A Quote by Lascelles Abercrombie

The first epics were intended for recitation; the literary epic is meant to be read. — © Lascelles Abercrombie
The first epics were intended for recitation; the literary epic is meant to be read.
But I'm not a small-literary-novel kind of guy, and once I'd developed the world in the first couple of hundred pages, I felt that there was potential here to go on and write an engaging story set in that world. So that's what I did. This probably ruins things both for the people who want small literary novels and for those who want action-packed epics, but anyway, it's what I wrote.
Once befriended, our shadow becomes a divine map that-when properly read and followed-reconn ects us to the life we were meant to live, the people we were meant to be, and the contributions we were meant to give.
If we were meant to read for enjoyment, would God have created television? Read as it was intended - for exercise. The more you read, the more you expand your - what's the word I'm looking for? - your stockpile of words. You must have a stockpile of words that you can pass along to your children for their stockpile.
I've been dealing with epic images, and I realized all of a sudden that I grew up in the age of epics.
My claim is simply that the literary approach is one necessary way to read and interpret the Bible, an approach that has been unjustifiably neglected. Despite that neglect, the literary approach builds at every turn on what biblical scholars have done to recover the original, intended meaning of the biblical text.
Historically, epics are set in Africa or Asia or the Wild West, but if you make an epic today it's hard to disassociate from the contemporary realities of those places.
[I was advised] to read Jordan's 'Cours d'analyse'; and I shall never forget the astonishment with which I read that remarkable work, the first inspiration for so many mathematicians of my generation, and learnt for the first time as I read it what mathematics really meant.
I was nurtured on Greek Mythology and the classical epics. I lived and breathed Homer. Other mythologies - the Russian, the Norse, the Persian, the Indian, Egyptian, etc. - all came later. First and foremost were the Greeks, and they were all living in my head as though I were Zeus and they were a clamoring Chorus of Athenas.
The Booker thing was a catalyst for me in a bizarre way. It’s perceived as an accolade to be published as a ‘literary’ writer, but, actually, it’s pompous and it’s fake. Literary fiction is often nothing more than a genre in itself. I’d always read omnivorously and often thought much literary fiction is read by young men and women in their 20s, as substitutes for experience.
I was not trying to write some sort of serious meditation on war and peace. 'The Grace of Kings' is meant to be a fun book. It's meant to be an epic fantasy.
Many of the characters who appear in the pages of the Fourth Gospel are literary creations of its author and were never intended to be understood as real people, who actually lived in history.
Everybody should read fiction… I don’t think serious fiction is written for a few people. I think we live in a stupid culture that won’t educate its people to read these things. It would be a much more interesting place if it would. And it’s not just that mechanics and plumbers don’t read literary fiction, it’s that doctors and lawyers don’t read literary fiction. It has nothing to do with class, it has to do with an anti-intellectual culture that doesn’t trust art.
I'm sure we don't read old paintings the way they were intended.
I'm sure we don't read old paintings the way they were intended
Literature was intended to be dangerous. Art was meant to be dangerous. Ideas were nothing if they were not dangerous.
For me, the most difficult thing is that I am learning melodies on guitar from some songs whose melodies were not meant to be played on guitar. Ever. They were intended mostly for keyboards or melodic percussion.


Could you count the lines in the data that contain "icon"? Reply with the number only.
##########
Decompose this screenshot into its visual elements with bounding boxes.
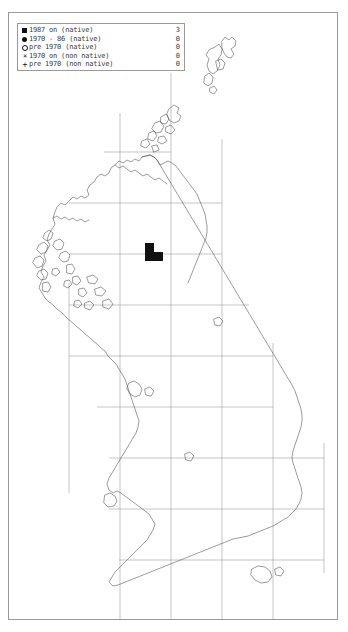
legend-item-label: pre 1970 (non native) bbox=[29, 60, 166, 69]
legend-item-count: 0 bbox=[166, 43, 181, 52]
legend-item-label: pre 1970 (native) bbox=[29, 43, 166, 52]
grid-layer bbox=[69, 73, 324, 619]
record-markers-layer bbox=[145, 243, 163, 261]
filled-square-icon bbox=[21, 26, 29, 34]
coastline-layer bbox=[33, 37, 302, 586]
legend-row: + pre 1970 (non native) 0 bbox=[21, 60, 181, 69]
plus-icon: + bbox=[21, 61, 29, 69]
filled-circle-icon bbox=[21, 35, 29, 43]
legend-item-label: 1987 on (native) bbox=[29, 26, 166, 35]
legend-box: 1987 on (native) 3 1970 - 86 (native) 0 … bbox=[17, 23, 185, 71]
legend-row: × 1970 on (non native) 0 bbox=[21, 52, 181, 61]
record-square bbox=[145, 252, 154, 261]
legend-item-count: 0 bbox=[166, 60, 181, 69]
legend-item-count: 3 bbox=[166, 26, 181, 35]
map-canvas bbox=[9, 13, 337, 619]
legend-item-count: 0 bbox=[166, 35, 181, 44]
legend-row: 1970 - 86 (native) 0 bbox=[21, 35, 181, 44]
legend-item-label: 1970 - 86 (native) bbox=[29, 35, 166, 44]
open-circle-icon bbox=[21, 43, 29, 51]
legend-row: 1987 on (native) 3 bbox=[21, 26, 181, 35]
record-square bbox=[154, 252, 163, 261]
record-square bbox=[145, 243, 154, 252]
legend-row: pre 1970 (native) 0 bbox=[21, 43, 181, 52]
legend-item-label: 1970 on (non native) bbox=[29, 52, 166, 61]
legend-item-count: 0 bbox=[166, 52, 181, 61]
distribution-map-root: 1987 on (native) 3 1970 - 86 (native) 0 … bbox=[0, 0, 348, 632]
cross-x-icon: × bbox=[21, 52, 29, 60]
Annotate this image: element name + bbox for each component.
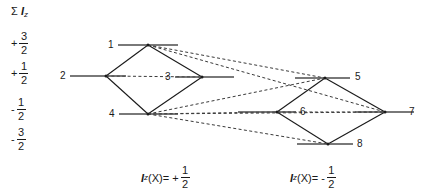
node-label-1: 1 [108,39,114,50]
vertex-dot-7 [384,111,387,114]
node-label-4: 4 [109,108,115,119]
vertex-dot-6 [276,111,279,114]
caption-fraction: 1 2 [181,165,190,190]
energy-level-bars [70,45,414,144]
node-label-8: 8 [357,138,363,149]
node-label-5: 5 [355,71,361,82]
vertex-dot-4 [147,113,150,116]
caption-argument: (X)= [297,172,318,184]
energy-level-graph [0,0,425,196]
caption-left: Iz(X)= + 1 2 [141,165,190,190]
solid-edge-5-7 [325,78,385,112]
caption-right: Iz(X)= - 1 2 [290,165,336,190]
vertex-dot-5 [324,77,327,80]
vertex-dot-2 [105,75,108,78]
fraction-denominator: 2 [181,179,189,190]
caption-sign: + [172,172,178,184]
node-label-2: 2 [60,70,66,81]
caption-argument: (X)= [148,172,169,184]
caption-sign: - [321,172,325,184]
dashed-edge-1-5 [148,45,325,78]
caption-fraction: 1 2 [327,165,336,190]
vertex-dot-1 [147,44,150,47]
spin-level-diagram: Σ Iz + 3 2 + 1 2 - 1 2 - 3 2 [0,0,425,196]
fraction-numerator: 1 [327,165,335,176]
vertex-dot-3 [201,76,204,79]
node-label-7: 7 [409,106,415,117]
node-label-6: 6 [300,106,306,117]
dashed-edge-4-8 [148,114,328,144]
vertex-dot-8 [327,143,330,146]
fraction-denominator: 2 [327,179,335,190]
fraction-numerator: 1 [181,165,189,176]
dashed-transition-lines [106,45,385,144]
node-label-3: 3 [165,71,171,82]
##########
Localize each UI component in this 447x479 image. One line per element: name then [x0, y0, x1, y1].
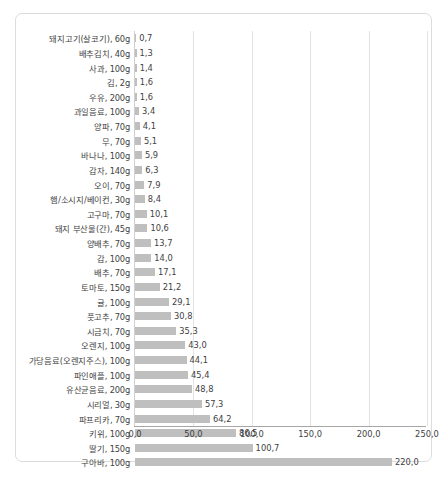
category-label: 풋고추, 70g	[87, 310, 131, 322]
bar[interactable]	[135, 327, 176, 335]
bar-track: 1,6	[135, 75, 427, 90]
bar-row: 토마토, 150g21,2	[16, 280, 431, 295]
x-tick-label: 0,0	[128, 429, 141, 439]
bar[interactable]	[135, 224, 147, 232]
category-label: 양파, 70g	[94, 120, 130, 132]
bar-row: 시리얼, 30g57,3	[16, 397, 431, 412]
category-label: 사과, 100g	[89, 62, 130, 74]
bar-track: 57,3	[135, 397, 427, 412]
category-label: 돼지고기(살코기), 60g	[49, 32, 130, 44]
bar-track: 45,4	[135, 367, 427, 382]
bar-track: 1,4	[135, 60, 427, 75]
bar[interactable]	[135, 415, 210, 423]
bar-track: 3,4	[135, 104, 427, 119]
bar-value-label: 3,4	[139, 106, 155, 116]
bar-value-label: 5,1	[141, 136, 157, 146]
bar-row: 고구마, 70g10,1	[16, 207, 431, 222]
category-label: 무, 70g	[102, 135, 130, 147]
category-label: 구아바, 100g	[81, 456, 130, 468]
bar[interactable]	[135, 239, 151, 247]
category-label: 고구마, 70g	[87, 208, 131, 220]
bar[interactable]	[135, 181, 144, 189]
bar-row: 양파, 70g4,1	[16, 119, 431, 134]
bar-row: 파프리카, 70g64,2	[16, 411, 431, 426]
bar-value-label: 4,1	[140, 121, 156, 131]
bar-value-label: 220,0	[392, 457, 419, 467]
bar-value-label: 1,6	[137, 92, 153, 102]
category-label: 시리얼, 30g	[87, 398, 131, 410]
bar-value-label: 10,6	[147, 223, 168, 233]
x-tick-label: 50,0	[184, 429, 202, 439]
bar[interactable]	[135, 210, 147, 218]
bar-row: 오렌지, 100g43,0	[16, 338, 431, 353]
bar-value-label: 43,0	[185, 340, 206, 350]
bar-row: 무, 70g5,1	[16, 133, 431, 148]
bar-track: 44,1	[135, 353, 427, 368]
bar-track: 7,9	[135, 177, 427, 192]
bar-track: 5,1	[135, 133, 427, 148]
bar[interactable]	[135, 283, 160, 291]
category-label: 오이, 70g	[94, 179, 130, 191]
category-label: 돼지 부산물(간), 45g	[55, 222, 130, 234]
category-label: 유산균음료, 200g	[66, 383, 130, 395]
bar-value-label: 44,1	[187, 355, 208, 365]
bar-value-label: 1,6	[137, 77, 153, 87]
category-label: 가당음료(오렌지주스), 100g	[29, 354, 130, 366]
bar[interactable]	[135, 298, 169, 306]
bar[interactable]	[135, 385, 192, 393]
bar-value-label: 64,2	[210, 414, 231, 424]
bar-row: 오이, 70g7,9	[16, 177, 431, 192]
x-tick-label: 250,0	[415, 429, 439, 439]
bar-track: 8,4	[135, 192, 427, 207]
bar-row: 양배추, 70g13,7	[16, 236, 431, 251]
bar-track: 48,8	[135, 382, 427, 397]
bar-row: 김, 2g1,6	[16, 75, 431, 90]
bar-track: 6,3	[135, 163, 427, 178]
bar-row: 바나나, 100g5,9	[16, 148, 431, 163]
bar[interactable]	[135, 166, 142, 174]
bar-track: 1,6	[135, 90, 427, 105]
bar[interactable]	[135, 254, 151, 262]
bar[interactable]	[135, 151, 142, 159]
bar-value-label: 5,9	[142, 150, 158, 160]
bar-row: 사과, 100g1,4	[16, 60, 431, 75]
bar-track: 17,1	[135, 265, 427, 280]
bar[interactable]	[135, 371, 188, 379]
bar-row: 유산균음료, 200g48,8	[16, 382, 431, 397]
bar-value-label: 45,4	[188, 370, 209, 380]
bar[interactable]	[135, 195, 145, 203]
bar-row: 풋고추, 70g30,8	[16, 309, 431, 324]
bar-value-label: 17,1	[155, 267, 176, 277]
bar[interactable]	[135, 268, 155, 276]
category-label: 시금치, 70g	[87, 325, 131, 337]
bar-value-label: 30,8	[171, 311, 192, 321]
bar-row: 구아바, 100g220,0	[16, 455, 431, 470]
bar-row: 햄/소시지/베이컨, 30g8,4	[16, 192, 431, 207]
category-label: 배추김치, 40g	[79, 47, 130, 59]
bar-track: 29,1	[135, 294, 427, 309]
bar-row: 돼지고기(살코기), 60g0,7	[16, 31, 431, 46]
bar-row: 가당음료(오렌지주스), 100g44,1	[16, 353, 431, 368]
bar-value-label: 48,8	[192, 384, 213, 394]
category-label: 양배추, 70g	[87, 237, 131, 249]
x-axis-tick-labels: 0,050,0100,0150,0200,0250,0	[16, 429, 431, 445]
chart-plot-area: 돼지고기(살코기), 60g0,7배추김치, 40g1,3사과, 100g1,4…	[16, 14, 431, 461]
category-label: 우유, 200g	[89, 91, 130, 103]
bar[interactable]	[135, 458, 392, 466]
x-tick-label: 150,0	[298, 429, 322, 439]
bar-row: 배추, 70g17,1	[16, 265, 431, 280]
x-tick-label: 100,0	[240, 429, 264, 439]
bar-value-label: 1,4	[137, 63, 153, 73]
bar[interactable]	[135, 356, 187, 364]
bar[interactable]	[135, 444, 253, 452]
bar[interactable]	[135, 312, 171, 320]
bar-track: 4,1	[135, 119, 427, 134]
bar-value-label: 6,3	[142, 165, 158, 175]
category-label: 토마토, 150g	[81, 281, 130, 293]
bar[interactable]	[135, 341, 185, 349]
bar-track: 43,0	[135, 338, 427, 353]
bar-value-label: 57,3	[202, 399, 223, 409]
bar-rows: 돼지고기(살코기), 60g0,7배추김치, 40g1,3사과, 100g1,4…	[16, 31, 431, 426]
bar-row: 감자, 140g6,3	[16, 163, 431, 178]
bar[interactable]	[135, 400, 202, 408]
##########
Answer section:
5